Top Officials Reiterate Pledges to Continue Afghan War

New 2014 Drawdown Date Is 'Non-Binding'

On the eve of the latest policy conference, top US and NATO officials have arrived in Kabul to pledge their support to the continuation of the Afghan War, with promises of an unending commitment to propping up the Karzai government going forward.

At the center of this new pledges, which look remarkably the same as the old pledges, is a new drawdown date in 2014. The date, which had actually been bandied about for over a year, was ostenisbly “leaked” in recent days to a number of key media outlets.

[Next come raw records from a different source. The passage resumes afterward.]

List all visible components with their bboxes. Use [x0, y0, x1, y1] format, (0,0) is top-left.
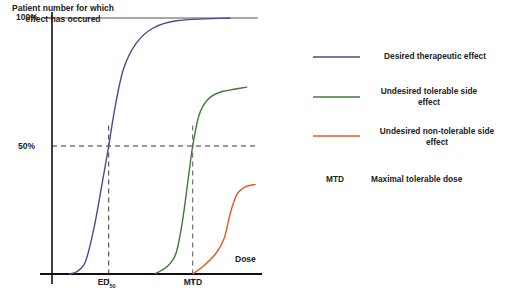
legend-key-mtd: MTD — [326, 174, 344, 185]
y-tick-label-100: 100% — [16, 12, 38, 22]
legend-label-undesired-non-tolerable-side-effect: Undesired non-tolerable side effect — [372, 126, 502, 148]
legend-label-maximal-tolerable-dose: Maximal tolerable dose — [371, 174, 462, 185]
y-tick-label-50: 50% — [18, 141, 35, 151]
chart: ED50 MTD Dose — [0, 0, 505, 296]
x-marker-label-mtd: MTD — [184, 277, 202, 287]
legend-label-undesired-tolerable-side-effect: Undesired tolerable side effect — [375, 86, 483, 108]
series-line-undesired-tolerable-side-effect — [155, 87, 247, 274]
x-marker-label-ed50: ED50 — [98, 277, 116, 289]
legend-label-desired-therapeutic-effect: Desired therapeutic effect — [375, 51, 495, 62]
x-axis-label: Dose — [235, 254, 256, 264]
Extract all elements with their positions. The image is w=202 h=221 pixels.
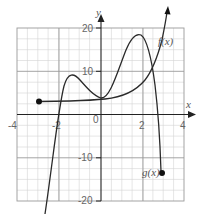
y-axis-label: y [95, 6, 101, 18]
function-graph: y x -4 -2 0 2 4 20 10 -10 -20 g(x) f(x) [0, 0, 202, 221]
y-tick-label: -10 [78, 152, 93, 163]
origin-label: 0 [93, 114, 99, 125]
x-axis-label: x [185, 98, 191, 110]
x-axis-arrow-icon [188, 111, 196, 118]
g-end-dot [159, 170, 165, 176]
y-tick-label: 20 [82, 23, 94, 34]
f-arrow-icon [165, 6, 171, 15]
g-label: g(x) [142, 166, 160, 179]
f-label: f(x) [158, 35, 174, 48]
f-start-dot [36, 99, 42, 105]
axes [17, 20, 192, 201]
x-tick-label: -4 [8, 120, 17, 131]
y-tick-label: 10 [82, 66, 94, 77]
x-tick-label: 4 [180, 120, 186, 131]
y-tick-label: -20 [78, 195, 93, 206]
x-tick-label: 2 [139, 120, 145, 131]
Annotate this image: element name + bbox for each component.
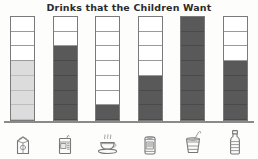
bar-cell-filled bbox=[224, 105, 247, 120]
bar-cell-filled bbox=[139, 105, 162, 120]
bar-cell-filled bbox=[181, 91, 204, 106]
teacup-icon bbox=[95, 131, 120, 157]
bar-cell-filled bbox=[181, 46, 204, 61]
bar-cell-filled bbox=[11, 105, 34, 120]
bar-cell-filled bbox=[54, 105, 77, 120]
category-label-soda-can bbox=[138, 126, 163, 157]
category-icon-row bbox=[10, 126, 248, 157]
chart-title: Drinks that the Children Want bbox=[0, 2, 258, 13]
bar-cell-filled bbox=[96, 105, 119, 120]
bar-column-cup-of-tea[interactable] bbox=[95, 16, 120, 121]
bar-cell bbox=[11, 46, 34, 61]
bar-cell-filled bbox=[54, 61, 77, 76]
bar-cell-filled bbox=[224, 91, 247, 106]
bar-cell-filled bbox=[54, 46, 77, 61]
bar-column-juice-box[interactable] bbox=[53, 16, 78, 121]
water-bottle-icon bbox=[225, 129, 245, 157]
bar-cell-filled bbox=[181, 17, 204, 32]
milk-carton-icon bbox=[11, 131, 35, 157]
bar-cell-filled bbox=[11, 91, 34, 106]
bar-cell bbox=[96, 76, 119, 91]
category-label-juice-box bbox=[53, 126, 78, 157]
bar-column-milkshake-cup[interactable] bbox=[180, 16, 205, 121]
bar-cell bbox=[139, 17, 162, 32]
bar-cell bbox=[96, 91, 119, 106]
bar-cell bbox=[96, 17, 119, 32]
bar-cell bbox=[54, 32, 77, 47]
bar-cell-filled bbox=[139, 76, 162, 91]
bar-cell-filled bbox=[181, 61, 204, 76]
soda-can-icon bbox=[139, 131, 161, 157]
bar-cell bbox=[224, 17, 247, 32]
bar-cell-filled bbox=[224, 76, 247, 91]
bar-cell bbox=[96, 32, 119, 47]
bar-cell-filled bbox=[54, 91, 77, 106]
bar-cell-filled bbox=[54, 76, 77, 91]
bar-cell bbox=[11, 17, 34, 32]
juice-box-icon bbox=[53, 131, 77, 157]
bar-cell-filled bbox=[11, 76, 34, 91]
bar-cell-filled bbox=[224, 61, 247, 76]
bar-cell bbox=[224, 46, 247, 61]
bar-cell bbox=[54, 17, 77, 32]
category-label-milk-carton bbox=[10, 126, 35, 157]
chart-screenshot: Drinks that the Children Want bbox=[0, 0, 258, 159]
bar-cell-filled bbox=[181, 32, 204, 47]
bar-cell bbox=[224, 32, 247, 47]
bar-cell-filled bbox=[139, 91, 162, 106]
bar-cell-filled bbox=[181, 76, 204, 91]
bar-cell bbox=[96, 61, 119, 76]
bar-cell bbox=[139, 46, 162, 61]
category-label-water-bottle bbox=[223, 126, 248, 157]
bar-column-water-bottle[interactable] bbox=[223, 16, 248, 121]
bar-column-soda-can[interactable] bbox=[138, 16, 163, 121]
category-label-cup-of-tea bbox=[95, 126, 120, 157]
bar-cell bbox=[96, 46, 119, 61]
bar-cell-filled bbox=[11, 61, 34, 76]
cup-with-straw-icon bbox=[181, 129, 205, 157]
bar-cell bbox=[139, 61, 162, 76]
x-axis-line bbox=[4, 121, 254, 123]
bar-column-milk-carton[interactable] bbox=[10, 16, 35, 121]
category-label-milkshake-cup bbox=[180, 126, 205, 157]
bar-chart-plot-area bbox=[10, 16, 248, 121]
bar-cell bbox=[139, 32, 162, 47]
bar-cell bbox=[11, 32, 34, 47]
bar-cell-filled bbox=[181, 105, 204, 120]
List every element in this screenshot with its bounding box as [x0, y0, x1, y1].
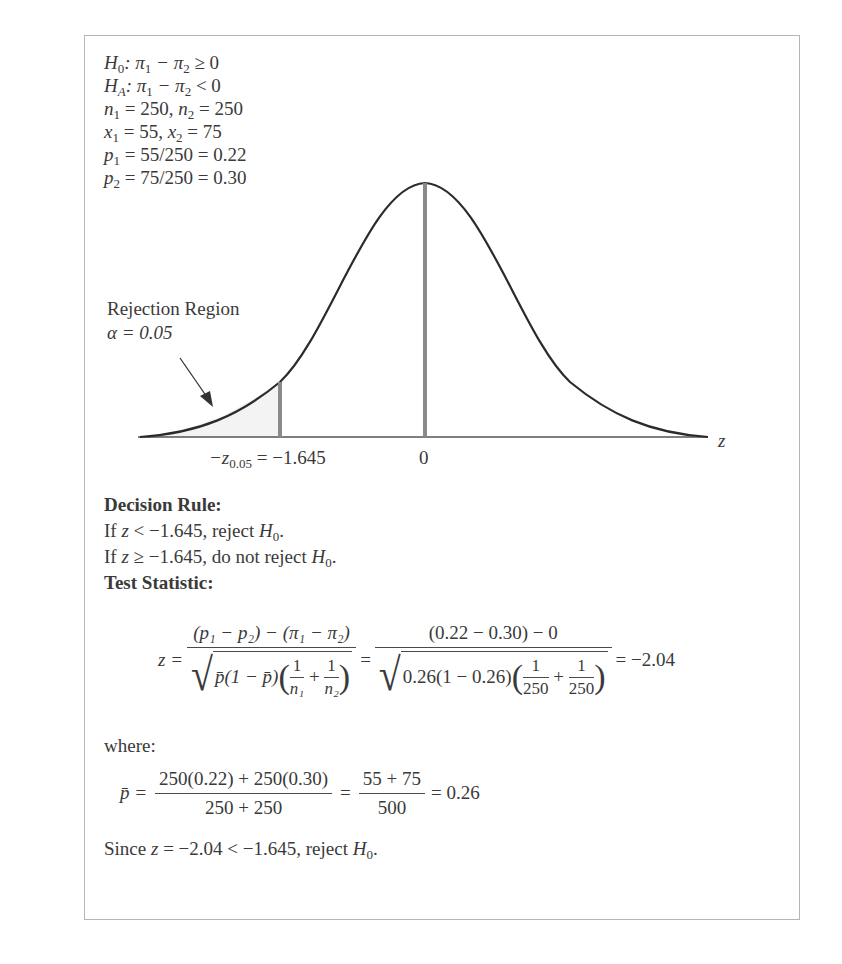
general-formula: (p₁ − p₂) − (π₁ − π₂) √p̄(1 − p̄)(1n₁ + … — [187, 622, 356, 699]
numeric-formula: (0.22 − 0.30) − 0 √0.26(1 − 0.26)(1250 +… — [375, 622, 612, 699]
conclusion: Since z = −2.04 < −1.645, reject H0. — [104, 838, 378, 860]
where-label: where: — [104, 735, 156, 757]
decision-rule-1: If z < −1.645, reject H0. — [104, 520, 284, 542]
annotation-arrowhead — [200, 391, 213, 407]
test-statistic-heading: Test Statistic: — [104, 572, 214, 594]
z-axis-label: z — [718, 430, 725, 452]
rejection-region-label: Rejection Region — [107, 298, 239, 320]
rejection-region-shading — [140, 382, 280, 437]
critical-value-label: −z0.05 = −1.645 — [209, 447, 326, 469]
test-statistic-result: = −2.04 — [616, 649, 675, 671]
decision-rule-heading: Decision Rule: — [104, 494, 222, 516]
zero-tick-label: 0 — [419, 447, 429, 469]
decision-rule-2: If z ≥ −1.645, do not reject H0. — [104, 546, 336, 568]
alpha-label: α = 0.05 — [107, 322, 173, 344]
pooled-proportion-equation: p̄ = 250(0.22) + 250(0.30)250 + 250 = 55… — [120, 758, 480, 828]
test-statistic-equation: z = (p₁ − p₂) − (π₁ − π₂) √p̄(1 − p̄)(1n… — [158, 600, 675, 720]
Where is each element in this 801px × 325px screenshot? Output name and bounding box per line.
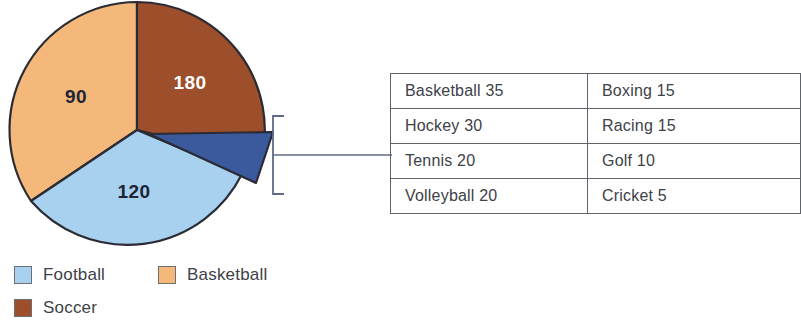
legend-label-soccer: Soccer — [43, 298, 97, 318]
table-cell-volleyball: Volleyball 20 — [391, 179, 588, 214]
table-cell-cricket: Cricket 5 — [588, 179, 801, 214]
legend-item-football[interactable]: Football — [14, 265, 158, 285]
legend-swatch-soccer-icon — [14, 299, 32, 317]
legend-item-basketball[interactable]: Basketball — [158, 265, 267, 285]
legend-swatch-football-icon — [14, 266, 32, 284]
table-cell-racing: Racing 15 — [588, 109, 801, 144]
table-row: Volleyball 20 Cricket 5 — [391, 179, 801, 214]
legend-row-1: Football Basketball — [14, 258, 354, 291]
table-row: Tennis 20 Golf 10 — [391, 144, 801, 179]
legend-label-basketball: Basketball — [187, 265, 267, 285]
legend-item-soccer[interactable]: Soccer — [14, 298, 158, 318]
table-cell-golf: Golf 10 — [588, 144, 801, 179]
callout-connector — [255, 110, 405, 210]
pie-label-football: 120 — [117, 181, 150, 202]
table-row: Hockey 30 Racing 15 — [391, 109, 801, 144]
others-breakdown-table: Basketball 35 Boxing 15 Hockey 30 Racing… — [390, 73, 801, 214]
legend-swatch-basketball-icon — [158, 266, 176, 284]
pie-label-basketball: 90 — [65, 86, 87, 107]
chart-legend: Football Basketball Soccer — [14, 258, 354, 324]
legend-row-2: Soccer — [14, 291, 354, 324]
table-row: Basketball 35 Boxing 15 — [391, 74, 801, 109]
table-cell-hockey: Hockey 30 — [391, 109, 588, 144]
table-cell-boxing: Boxing 15 — [588, 74, 801, 109]
table-cell-basketball: Basketball 35 — [391, 74, 588, 109]
legend-label-football: Football — [43, 265, 105, 285]
table-cell-tennis: Tennis 20 — [391, 144, 588, 179]
pie-label-soccer: 180 — [173, 72, 206, 93]
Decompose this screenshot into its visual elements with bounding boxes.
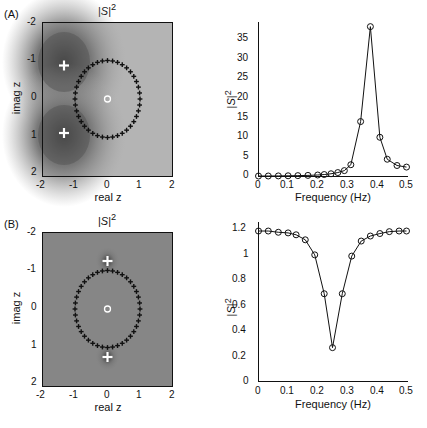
panel-a-xtick--1: -1 [69, 179, 78, 190]
panel-b-xtick--2: -2 [36, 389, 45, 400]
panel-b-xtick-0: 0 [104, 389, 110, 400]
panel-b-ytick--1: -1 [27, 263, 36, 274]
panel-b-ytick-2: 2 [31, 376, 37, 387]
panel-b-spec-ytick-0: 0 [243, 375, 249, 386]
panel-a-spec-xtick-0: 0 [255, 179, 261, 190]
panel-a-spec-ytick-30: 30 [237, 52, 248, 63]
panel-b-spec-xtick-0: 0 [255, 385, 261, 396]
panel-a-spec-xtick-03: 0.3 [340, 179, 354, 190]
panel-b-zplane-xlabel: real z [62, 401, 154, 413]
panel-b-ytick-0: 0 [31, 301, 37, 312]
panel-b-zplane-plot [42, 232, 173, 387]
panel-a-ytick-2: 2 [31, 166, 37, 177]
panel-a-xtick-0: 0 [104, 179, 110, 190]
panel-a-spec-xtick-01: 0.1 [280, 179, 294, 190]
panel-b-zplane-ylabel: imag z [10, 278, 22, 338]
panel-b-letter: (B) [4, 218, 19, 230]
panel-a-spectrum-xlabel: Frequency (Hz) [283, 191, 383, 203]
panel-a-ytick-0: 0 [31, 91, 37, 102]
panel-b-xtick-2: 2 [169, 389, 175, 400]
panel-a-ytick--1: -1 [27, 53, 36, 64]
panel-b-spec-ytick-02: 0.2 [232, 350, 246, 361]
panel-a-ytick--2: -2 [27, 16, 36, 27]
panel-a-spec-xtick-05: 0.5 [399, 179, 413, 190]
panel-b-spec-xtick-04: 0.4 [370, 385, 384, 396]
panel-b-xtick--1: -1 [69, 389, 78, 400]
panel-b-xtick-1: 1 [136, 389, 142, 400]
panel-a-spectrum-plot [258, 22, 408, 177]
panel-a-zplane-plot [42, 22, 173, 177]
panel-a-spec-ytick-15: 15 [237, 111, 248, 122]
panel-a-spec-ytick-10: 10 [237, 130, 248, 141]
panel-a-spectrum-ylabel: |S|2 [223, 69, 238, 129]
panel-a-spec-ytick-35: 35 [237, 32, 248, 43]
panel-b-spec-ytick-1: 1 [243, 248, 249, 259]
panel-a-spec-ytick-5: 5 [243, 150, 249, 161]
panel-a-xtick--2: -2 [36, 179, 45, 190]
panel-a-spec-xtick-02: 0.2 [310, 179, 324, 190]
panel-b-ytick-1: 1 [31, 339, 37, 350]
panel-b-spec-xtick-01: 0.1 [280, 385, 294, 396]
panel-b-spec-ytick-12: 1.2 [232, 222, 246, 233]
panel-b-spectrum-plot [258, 222, 408, 382]
panel-a-zplane-ylabel: imag z [10, 68, 22, 128]
panel-b-spec-xtick-05: 0.5 [399, 385, 413, 396]
panel-b-ytick--2: -2 [27, 226, 36, 237]
panel-b-spectrum-xlabel: Frequency (Hz) [283, 398, 383, 410]
panel-a-xtick-1: 1 [136, 179, 142, 190]
panel-b-spectrum-ylabel: |S|2 [223, 277, 238, 337]
panel-a-zplane-xlabel: real z [62, 191, 154, 203]
panel-b-spec-xtick-03: 0.3 [340, 385, 354, 396]
panel-a-spec-ytick-0: 0 [243, 169, 249, 180]
panel-a-xtick-2: 2 [169, 179, 175, 190]
panel-a-spec-xtick-04: 0.4 [370, 179, 384, 190]
panel-b-zplane-title: |S|2 [42, 212, 172, 227]
panel-a-ytick-1: 1 [31, 129, 37, 140]
panel-a-spec-ytick-20: 20 [237, 91, 248, 102]
panel-b-spec-xtick-02: 0.2 [310, 385, 324, 396]
panel-a-spec-ytick-25: 25 [237, 71, 248, 82]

The date, which is “conditions-based” and “non-binding,” appears to be designed to accomplish little but replacing the July 2011 drawdown date, which has now been entirely abandoned by administration officials. The only apparent advantage to the 2014 date is that it is some four years hence and therefore far enough way as to not need to be immediately disavowed by any but the most hawkish officials.

So officials are now expressing their confidence in the 2014 victory, and the eventual security handover that will come at some point after it. In the meantime, the death toll in war continues to rise, and the promises of progress continue to seem more distant and more detached from reality.

Author: Jason Ditz

Jason Ditz is Senior Editor for Antiwar.com. He has 20 years of experience in foreign policy research and his work has appeared in The American Conservative, Responsible Statecraft, Forbes, Toronto Star, Minneapolis Star-Tribune, Providence Journal, Washington Times, and the Detroit Free Press.